In her debut novel, acclaimed short-story writer and poet Julianna Baggott has woven a precise, smartly comic, and compassionate tale of discovery and desire. With a lyrical sensibility, Baggott reminds us -- through the witty and unsparingly realistic voice of her narrator, Lissy -- of the pleasures and sorrows that can come from the most unreasonable realities of the heart.
Review
"Girl Talk is a wonderful story. I was hooked with the very first sentence and yet was never actually sure where the story would lead. What I was always certain of was that I was in capable hands. The subtle twists and turns are remarkable and the characters, especially the mother, are vivid and memorable. This is the work of a very talented writer. It was a pleasure to read." Jill McCorkle, author of Carolina Moon and Crash Diet
Review
"I couldn't put this book down. Girl Talk's hilarious, relentless truths are well-served by its author's tough lyricism. Baggott trains a stern and tender eye onto our cultural markers, using them to signpost her lively trek toward the revelations of love -- lost, rediscovered, and most satisfying of all, unconditional." Carol Dawson, author of The Mother-in-Law Diaries
Review
"For Julianna Baggott, cosmic irony is always in the details, the absurd gap between self-knowledge and behavioral excess....The title misleadingly suggests that this novel will have a good-natured, gossipy tone, but Baggott's brand of witty psychological observation is dark and corrosive. The serious revelations here, though plentiful, aren't Baggott's true concern; Girl Talk is best appreciated as a sporadically funny string of satirical vignettes....Baggott's humor can be strained and sometimes repetitive, but she has a knack for finding the oxymoronic in any situation." Elizabeth Judd, The New York Times Book Review
Synopsis
Lissy Jablonski was fifteen during the summer of 1985. That was the summer her father, a soft-spoken, seemingly passionless gynecologist, up and left her mother for a redheaded bank teller. The same summer Lissy and her mother disappeared from their quiet New Hampshire lives to have an adventure of their own amid a cast of unlikely characters, including a Valium-addicted ex-debutante and a suspected mobster. The summer the reliably comforting "girl talks" with her mother began to reveal startling secrets. It was also the summer that Lissy's mother would ever after refer to as "the summer that never happened."
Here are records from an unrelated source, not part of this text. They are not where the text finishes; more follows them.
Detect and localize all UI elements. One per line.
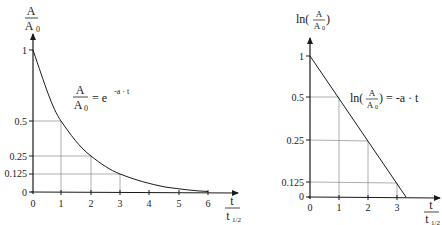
right-ytick-0.25: 0.25 bbox=[287, 135, 305, 146]
svg-text:0: 0 bbox=[84, 104, 88, 113]
right-xtick-3: 3 bbox=[395, 202, 400, 213]
svg-text:A: A bbox=[25, 19, 34, 33]
right-ytick-0: 0 bbox=[299, 191, 304, 202]
svg-text:t: t bbox=[425, 212, 429, 225]
left-y-label: A A 0 bbox=[25, 4, 40, 34]
svg-text:): ) bbox=[326, 12, 330, 26]
left-x-axis bbox=[31, 192, 238, 193]
svg-text:1/2: 1/2 bbox=[232, 216, 241, 224]
right-xtick-1: 1 bbox=[337, 202, 342, 213]
svg-text:-a · t: -a · t bbox=[114, 87, 130, 96]
left-helper-lines bbox=[33, 121, 120, 192]
right-xtick-2: 2 bbox=[366, 202, 371, 213]
svg-text:A: A bbox=[76, 83, 85, 97]
left-xtick-6: 6 bbox=[206, 198, 211, 209]
right-xtick-0: 0 bbox=[308, 202, 313, 213]
svg-text:t: t bbox=[429, 198, 433, 212]
svg-text:t: t bbox=[230, 194, 234, 208]
svg-text:1/2: 1/2 bbox=[431, 219, 440, 225]
left-xtick-3: 3 bbox=[118, 198, 123, 209]
left-xtick-1: 1 bbox=[59, 198, 64, 209]
left-xtick-5: 5 bbox=[177, 198, 182, 209]
svg-text:0: 0 bbox=[375, 104, 378, 110]
svg-text:A: A bbox=[314, 21, 321, 31]
right-ytick-1: 1 bbox=[299, 51, 304, 62]
left-chart: 1 0.5 0.25 0.125 0 0 1 2 3 4 5 6 A A 0 A bbox=[5, 4, 242, 224]
left-ytick-0.125: 0.125 bbox=[5, 168, 28, 179]
right-helper-lines bbox=[310, 97, 397, 197]
svg-text:= e: = e bbox=[92, 91, 107, 105]
svg-text:A: A bbox=[27, 4, 36, 18]
right-ytick-0.5: 0.5 bbox=[292, 92, 305, 103]
right-chart: 1 0.5 0.25 0.125 0 0 1 2 3 ln( A A 0 ) l… bbox=[282, 9, 441, 225]
right-ytick-0.125: 0.125 bbox=[282, 177, 305, 188]
left-ytick-0.25: 0.25 bbox=[10, 151, 28, 162]
svg-text:0: 0 bbox=[322, 25, 325, 31]
svg-text:ln(: ln( bbox=[350, 91, 363, 105]
svg-text:t: t bbox=[226, 209, 230, 223]
svg-text:) = -a · t: ) = -a · t bbox=[379, 91, 419, 105]
chart-canvas: 1 0.5 0.25 0.125 0 0 1 2 3 4 5 6 A A 0 A bbox=[0, 0, 442, 225]
right-ln-line bbox=[310, 56, 406, 197]
svg-text:A: A bbox=[367, 100, 374, 110]
svg-text:ln(: ln( bbox=[296, 12, 309, 26]
left-ytick-0: 0 bbox=[22, 187, 27, 198]
left-ytick-0.5: 0.5 bbox=[15, 116, 28, 127]
left-ytick-1: 1 bbox=[22, 45, 27, 56]
left-xtick-4: 4 bbox=[147, 198, 152, 209]
svg-text:0: 0 bbox=[36, 25, 40, 34]
right-x-label: t t 1/2 bbox=[424, 198, 440, 225]
svg-text:A: A bbox=[74, 98, 83, 112]
svg-text:A: A bbox=[316, 9, 323, 19]
right-equation: ln( A A 0 ) = -a · t bbox=[350, 88, 419, 110]
right-x-axis bbox=[308, 197, 440, 198]
left-xtick-2: 2 bbox=[89, 198, 94, 209]
left-equation: A A 0 = e -a · t bbox=[73, 83, 130, 113]
left-x-label: t t 1/2 bbox=[225, 194, 241, 224]
svg-text:A: A bbox=[369, 88, 376, 98]
right-y-label: ln( A A 0 ) bbox=[296, 9, 330, 31]
left-xtick-0: 0 bbox=[31, 198, 36, 209]
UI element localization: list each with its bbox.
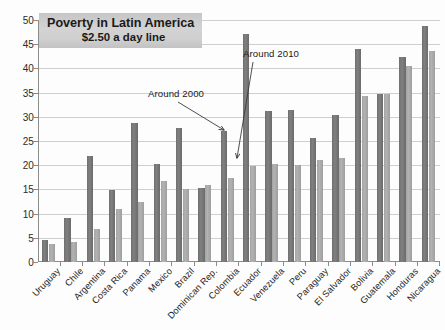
annotation-around-2010: Around 2010 [243,48,299,59]
bar [131,123,137,262]
y-axis-tick-label: 10 [8,208,34,219]
bar [109,190,115,262]
bar [138,202,144,262]
y-axis-tick-label: 30 [8,111,34,122]
bar [399,57,405,262]
bar [94,229,100,262]
bar [42,240,48,262]
bar [116,209,122,262]
bar-group [351,20,373,262]
bar-group [83,20,105,262]
bar-group [418,20,440,262]
y-axis-tick-label: 5 [8,232,34,243]
bar-group [328,20,350,262]
bar-group [194,20,216,262]
bar [377,94,383,262]
bar [310,138,316,262]
bar [49,244,55,262]
bar [332,115,338,262]
bar [205,185,211,262]
bar [250,166,256,262]
bar-group [217,20,239,262]
bar [243,34,249,262]
y-axis-tick-label: 15 [8,184,34,195]
bar [71,242,77,262]
bar [422,26,428,262]
poverty-bar-chart: 05101520253035404550 UruguayChileArgenti… [0,0,445,330]
bar-group [306,20,328,262]
bar [288,110,294,262]
bar [317,160,323,262]
bar-group [172,20,194,262]
x-axis-labels: UruguayChileArgentinaCosta RicaPanamaMex… [38,264,440,330]
y-axis-tick-label: 25 [8,136,34,147]
bar [228,178,234,262]
bar [265,111,271,262]
bar-group [127,20,149,262]
bar [154,164,160,262]
bar [429,51,435,262]
bar [384,94,390,262]
chart-title: Poverty in Latin America [45,16,196,30]
y-axis-tick-label: 0 [8,257,34,268]
bar [355,49,361,262]
bar-group [38,20,60,262]
bar [272,164,278,262]
chart-title-box: Poverty in Latin America $2.50 a day lin… [39,13,202,48]
y-axis-tick-label: 45 [8,39,34,50]
y-axis-tick-label: 20 [8,160,34,171]
bar [198,188,204,262]
bar [406,66,412,262]
bar-group [150,20,172,262]
bar [64,218,70,262]
bar [295,165,301,262]
chart-subtitle: $2.50 a day line [45,30,196,44]
bar-series-container [38,20,440,262]
y-axis-tick-label: 35 [8,87,34,98]
bar [183,189,189,262]
bar-group [395,20,417,262]
bar-group [60,20,82,262]
bar [362,96,368,262]
bar [161,181,167,262]
y-axis-tick-label: 40 [8,63,34,74]
x-axis-label-uruguay: Uruguay [31,266,63,298]
y-axis-tick-label: 50 [8,15,34,26]
y-axis-tick-mark [33,262,38,263]
bar [221,131,227,262]
bar [339,158,345,262]
bar-group [105,20,127,262]
bar [176,128,182,262]
annotation-around-2000: Around 2000 [148,88,204,99]
bar [87,156,93,262]
bar-group [373,20,395,262]
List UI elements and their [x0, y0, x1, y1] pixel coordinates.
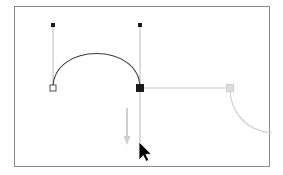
control-handle-dots	[51, 23, 142, 27]
drag-direction-arrow-down	[124, 108, 131, 145]
cursor-arrow-shape	[139, 142, 151, 161]
arch-bezier-path[interactable]	[53, 54, 140, 89]
anchor-point-start[interactable]	[50, 85, 56, 91]
drag-arrow-head	[124, 136, 131, 145]
ghost-handle-square[interactable]	[227, 85, 234, 92]
vector-canvas-svg[interactable]	[0, 0, 283, 175]
anchor-point-end[interactable]	[137, 85, 144, 92]
control-handle-dot-start-up[interactable]	[51, 23, 55, 27]
vector-editor-app	[0, 0, 283, 175]
anchor-points	[50, 85, 144, 92]
mouse-pointer-cursor	[139, 142, 151, 161]
ghost-curve-path	[230, 88, 272, 133]
control-handle-dot-end-up[interactable]	[138, 23, 142, 27]
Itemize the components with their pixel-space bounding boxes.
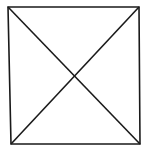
diagram-canvas [0, 0, 146, 152]
square-diagonals-diagram [0, 0, 146, 152]
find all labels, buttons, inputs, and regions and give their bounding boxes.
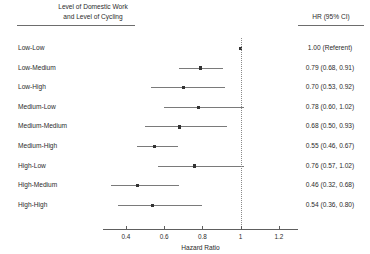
point-estimate-marker — [193, 164, 196, 167]
confidence-interval-line — [118, 205, 202, 206]
confidence-interval-line — [111, 185, 180, 186]
x-axis-tick-label: 0.8 — [190, 233, 214, 241]
x-axis-tick-label: 0.6 — [152, 233, 176, 241]
point-estimate-marker — [197, 106, 200, 109]
confidence-interval-line — [137, 146, 177, 147]
point-estimate-marker — [136, 184, 139, 187]
confidence-interval-line — [145, 126, 227, 127]
forest-plot-figure: Level of Domestic Work and Level of Cycl… — [0, 0, 370, 254]
x-axis-tick-label: 1.2 — [267, 233, 291, 241]
reference-line — [241, 38, 242, 229]
x-axis-tick — [126, 226, 127, 229]
point-estimate-marker — [182, 86, 185, 89]
x-axis-tick-label: 1 — [229, 233, 253, 241]
point-estimate-marker — [199, 66, 202, 69]
x-axis-line — [103, 229, 298, 230]
x-axis-title: Hazard Ratio — [141, 243, 261, 252]
x-axis-tick — [279, 226, 280, 229]
confidence-interval-line — [158, 166, 244, 167]
confidence-interval-line — [151, 87, 226, 88]
confidence-interval-line — [164, 107, 244, 108]
x-axis-tick — [164, 226, 165, 229]
x-axis-tick — [241, 226, 242, 229]
x-axis-tick-label: 0.4 — [114, 233, 138, 241]
point-estimate-marker — [178, 125, 181, 128]
x-axis-tick — [202, 226, 203, 229]
point-estimate-marker — [153, 145, 156, 148]
point-estimate-marker — [151, 204, 154, 207]
plot-area: 0.40.60.811.2Hazard Ratio — [0, 0, 370, 254]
Now an almost-thirty-years-old advertising executive in Manhattan, faced with her father's imminent death and newly pregnant by her married ex-lover, an unmoored Lissy finds herself looking back across the years. Contending with her affections for an old boyfriend and his doomed marriage to a Korean stripper named Kitty Hawk, as well as the tangible legacies of that unmentionable summer with her mother, she realizes that she has become more like her mother than she ever could have imagined.
In her debut novel, acclaimed short-story writer and poet Julianna Baggott has woven a precise, smartly comic, and compassionate tale of discovery and desire. With a lyrical sensibility, Baggott reminds us -- through the witty and unsparingly realistic voice of her narrator, Lissy -- of the pleasures and sorrows that can come from the most unreasonable realities of the heart.
About the Author
JULIANNA BAGGOTT has published dozens of short stories and poems in such magazines as
The Southern Review, Chelsea, Poetry, and
Best American Poetry 2000. A recipient of fellowships from the Delaware Division of the Arts, the Virginia Center for the Creative Arts, the Ragdale Foundation, and Bread Loaf Writers Conference, she won the 1998 Eyster Prize for short fiction.
She is the author of a forthcoming book of poems,
This Country of Mothers.
Girl Talk is her first novel and foreign rights have already been sold in six countries. She lives in Newark, Delaware, with her husband, poet David G.W. Scott, and their three children.